Image-making and place-making may be at odds with one another sometimes, however both do in fact make our lives easier and more meaningful, in their own ways. We crave both: to engage deeply with our surroundings and to turn off and trust the system; to feel like we really have a home and to be at home anywhere; to stay and to go.

Notes:

*Ironically, Jencks partly repeats the fallacy that he rails against: he perpetuates the concept of “the masses” by failing to recognize the agency of people who frequent these spaces. He invests too much power in the spaces themselves, when really people aren’t subjected to faux-historical, developer-built hotels, they choose to stay in them. That said, Modernist projects are a different matter.

6 Comments

  1. Oh my goodness, why did I never see that in the ROM logo before??

    I hate those ONroute buildings. They make my hometown (which everyone skips because they’re zipping by on the 401) into just another pit stop, the same as all the other pit stops. And you don’t even get to see the river! Right in the midst of the Thousand Islands and all you get is boring-same-highway-dullness. We should celebrate places more than that.

    • It’s difficult though, because it’s a response to how people want to travel. Would people stop and get to know the place if our roads were structured differently? Maybe, it’s hard to say. Maybe the ONroute just expedites an urge to bypass that already exists.

      If you get a chance, you should watch the movie Vanishing Point. It’s sort of an ode to the American landscape before the highway, when you couldn’t bypass anything, cities, towns or deserts.

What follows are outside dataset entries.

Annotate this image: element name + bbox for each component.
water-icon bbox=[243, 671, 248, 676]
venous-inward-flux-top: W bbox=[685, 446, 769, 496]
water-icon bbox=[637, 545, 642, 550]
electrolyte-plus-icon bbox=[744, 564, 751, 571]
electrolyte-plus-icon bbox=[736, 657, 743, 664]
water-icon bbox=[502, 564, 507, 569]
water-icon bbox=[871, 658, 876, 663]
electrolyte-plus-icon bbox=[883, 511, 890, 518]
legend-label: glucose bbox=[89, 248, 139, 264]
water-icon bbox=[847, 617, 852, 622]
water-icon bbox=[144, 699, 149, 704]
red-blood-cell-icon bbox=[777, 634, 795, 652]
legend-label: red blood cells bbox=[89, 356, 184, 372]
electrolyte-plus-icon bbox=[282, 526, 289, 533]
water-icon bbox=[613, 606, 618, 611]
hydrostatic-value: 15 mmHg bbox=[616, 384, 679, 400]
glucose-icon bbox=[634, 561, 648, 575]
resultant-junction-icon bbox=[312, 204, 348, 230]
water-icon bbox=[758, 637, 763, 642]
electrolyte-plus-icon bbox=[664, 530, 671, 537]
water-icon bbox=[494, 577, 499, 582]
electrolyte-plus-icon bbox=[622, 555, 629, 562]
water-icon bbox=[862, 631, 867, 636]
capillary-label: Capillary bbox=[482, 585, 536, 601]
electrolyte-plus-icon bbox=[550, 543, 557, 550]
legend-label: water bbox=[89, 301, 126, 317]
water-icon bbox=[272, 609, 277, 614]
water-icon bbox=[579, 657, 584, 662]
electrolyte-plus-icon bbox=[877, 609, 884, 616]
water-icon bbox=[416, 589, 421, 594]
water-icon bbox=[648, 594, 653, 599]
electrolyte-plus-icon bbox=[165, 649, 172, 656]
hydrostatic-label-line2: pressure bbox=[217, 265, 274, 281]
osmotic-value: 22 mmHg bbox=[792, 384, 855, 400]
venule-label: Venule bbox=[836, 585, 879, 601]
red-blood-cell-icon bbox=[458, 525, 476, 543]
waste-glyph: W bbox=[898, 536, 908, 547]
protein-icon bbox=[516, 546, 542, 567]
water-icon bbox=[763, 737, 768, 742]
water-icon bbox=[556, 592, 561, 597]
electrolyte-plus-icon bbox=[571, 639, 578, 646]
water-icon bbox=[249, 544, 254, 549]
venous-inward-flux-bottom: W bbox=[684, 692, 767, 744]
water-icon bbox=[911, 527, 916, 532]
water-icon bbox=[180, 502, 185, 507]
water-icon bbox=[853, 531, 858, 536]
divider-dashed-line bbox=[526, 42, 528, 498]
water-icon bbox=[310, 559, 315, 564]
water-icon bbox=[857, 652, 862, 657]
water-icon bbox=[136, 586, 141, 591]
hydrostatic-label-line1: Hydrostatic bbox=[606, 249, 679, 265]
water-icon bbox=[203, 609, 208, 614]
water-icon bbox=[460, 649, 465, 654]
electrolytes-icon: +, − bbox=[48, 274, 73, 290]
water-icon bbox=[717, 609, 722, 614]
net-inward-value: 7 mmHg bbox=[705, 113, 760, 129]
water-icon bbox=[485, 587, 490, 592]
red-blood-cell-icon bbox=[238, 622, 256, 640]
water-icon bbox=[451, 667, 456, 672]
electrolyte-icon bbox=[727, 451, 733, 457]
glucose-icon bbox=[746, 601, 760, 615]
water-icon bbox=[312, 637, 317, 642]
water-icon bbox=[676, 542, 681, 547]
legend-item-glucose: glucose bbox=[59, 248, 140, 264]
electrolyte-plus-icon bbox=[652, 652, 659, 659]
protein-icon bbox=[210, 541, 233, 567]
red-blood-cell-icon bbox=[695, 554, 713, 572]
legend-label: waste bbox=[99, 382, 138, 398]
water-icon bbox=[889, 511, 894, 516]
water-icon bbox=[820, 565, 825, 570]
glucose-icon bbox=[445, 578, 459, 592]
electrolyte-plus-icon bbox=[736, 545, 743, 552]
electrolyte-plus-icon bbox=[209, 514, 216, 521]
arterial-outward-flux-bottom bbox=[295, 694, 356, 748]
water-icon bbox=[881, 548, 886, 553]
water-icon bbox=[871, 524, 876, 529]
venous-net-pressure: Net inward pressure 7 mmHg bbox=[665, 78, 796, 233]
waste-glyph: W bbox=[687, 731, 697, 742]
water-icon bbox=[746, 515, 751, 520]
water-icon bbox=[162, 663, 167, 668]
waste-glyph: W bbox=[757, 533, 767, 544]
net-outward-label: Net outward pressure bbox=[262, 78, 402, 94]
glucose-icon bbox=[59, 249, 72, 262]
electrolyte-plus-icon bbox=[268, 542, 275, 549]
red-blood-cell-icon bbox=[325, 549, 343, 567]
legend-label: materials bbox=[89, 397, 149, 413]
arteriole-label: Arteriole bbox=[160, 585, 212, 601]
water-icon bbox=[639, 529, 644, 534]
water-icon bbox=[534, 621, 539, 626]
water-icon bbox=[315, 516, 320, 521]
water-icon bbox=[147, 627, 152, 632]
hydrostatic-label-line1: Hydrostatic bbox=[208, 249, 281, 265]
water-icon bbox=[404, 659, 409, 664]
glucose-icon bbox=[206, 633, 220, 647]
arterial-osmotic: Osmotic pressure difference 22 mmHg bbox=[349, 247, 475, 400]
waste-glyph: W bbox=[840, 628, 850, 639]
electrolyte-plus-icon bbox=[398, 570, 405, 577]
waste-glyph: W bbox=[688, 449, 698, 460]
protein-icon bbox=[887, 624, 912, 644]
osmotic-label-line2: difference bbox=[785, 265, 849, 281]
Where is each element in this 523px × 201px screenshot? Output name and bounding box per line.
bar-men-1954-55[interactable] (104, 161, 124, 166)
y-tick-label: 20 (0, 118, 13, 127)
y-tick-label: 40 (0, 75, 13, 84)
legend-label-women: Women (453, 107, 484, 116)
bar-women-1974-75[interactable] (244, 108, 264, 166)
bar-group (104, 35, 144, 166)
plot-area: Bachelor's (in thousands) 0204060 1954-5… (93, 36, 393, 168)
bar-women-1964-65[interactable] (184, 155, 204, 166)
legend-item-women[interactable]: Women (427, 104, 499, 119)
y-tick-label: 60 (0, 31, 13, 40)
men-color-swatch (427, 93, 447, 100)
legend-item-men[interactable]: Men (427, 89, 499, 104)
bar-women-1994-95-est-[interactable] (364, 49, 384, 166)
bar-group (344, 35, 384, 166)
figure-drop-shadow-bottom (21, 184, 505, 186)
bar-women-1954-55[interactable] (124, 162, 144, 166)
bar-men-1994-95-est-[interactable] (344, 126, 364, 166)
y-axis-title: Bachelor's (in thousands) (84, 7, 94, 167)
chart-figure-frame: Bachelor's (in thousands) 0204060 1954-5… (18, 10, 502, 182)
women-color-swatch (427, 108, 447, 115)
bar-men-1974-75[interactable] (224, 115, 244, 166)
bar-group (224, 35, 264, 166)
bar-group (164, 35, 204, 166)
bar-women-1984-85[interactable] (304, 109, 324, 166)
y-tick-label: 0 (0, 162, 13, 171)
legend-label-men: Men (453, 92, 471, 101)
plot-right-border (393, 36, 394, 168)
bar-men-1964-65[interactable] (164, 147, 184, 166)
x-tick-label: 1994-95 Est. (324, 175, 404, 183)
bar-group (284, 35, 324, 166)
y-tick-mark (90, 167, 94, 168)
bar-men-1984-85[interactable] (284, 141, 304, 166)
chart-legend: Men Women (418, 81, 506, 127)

      Also, here’s another quote about the highway from Marc Augé’s text that might speak to you: “But it is the texts planted along the wayside that tell us about the landscape and make its secret beauties explicit. Main roads no longer pass through towns, but lists of their notable features—and, indeed, a whole commentary— appear on big signboards nearby. In a sense the traveller is absolved of the need to stop or even look. […] The fact is that most of those who pass by do not stop; but they may pass by again, every summer or several times a year, so that an abstract space, one they have regular occasion to read rather than see, can become strangely familiar to them over time.” (Incidentally, this describes my exact relationship with Milton, Ontario.)

  2. I think you can say that people would stop in the villages, because our roads WERE structured differently before the 401 went through.

    Highway 2 is the main road in the village I grew up in, a village of 300. Before the 401 there were 35 businesses in the village, including 4-5 gas stations. Since the 401 was built, all but 5 businesses have died out completely. We haven’t had a village gas station since the late 80s (replaced by ONroute, which is so separated from the village that you can’t access it without driving 15 minutes down Highway 2 to the next 401 exit ramp and then looping back again).

    300 people cannot patronize 35 businesses enough to keep them afloat, so they have died off now that the highway whisks people around the village rather than through it. When the roads were different, the participation was different.

    • That’s a good point, and I’m sure the construction of the 401 bypassing your village is part of the problem in that case. I think in terms of image-making and place-making, the option for either should be readily available in a perfect world: instantly readable at a distance and deeply complex up close.

      That said, other highways like the the Trans Canada are dotted with similar closed businesses—restaurants, shops, motels, gas stations—and yet no new road was built. Maybe the traffic on the Trans Canada decreased for other reasons, and that’s why these have closed, but it might also be the speed and efficiency of the cars themselves, which could have effected your village as well. Less time on the road and more mileage means less stops.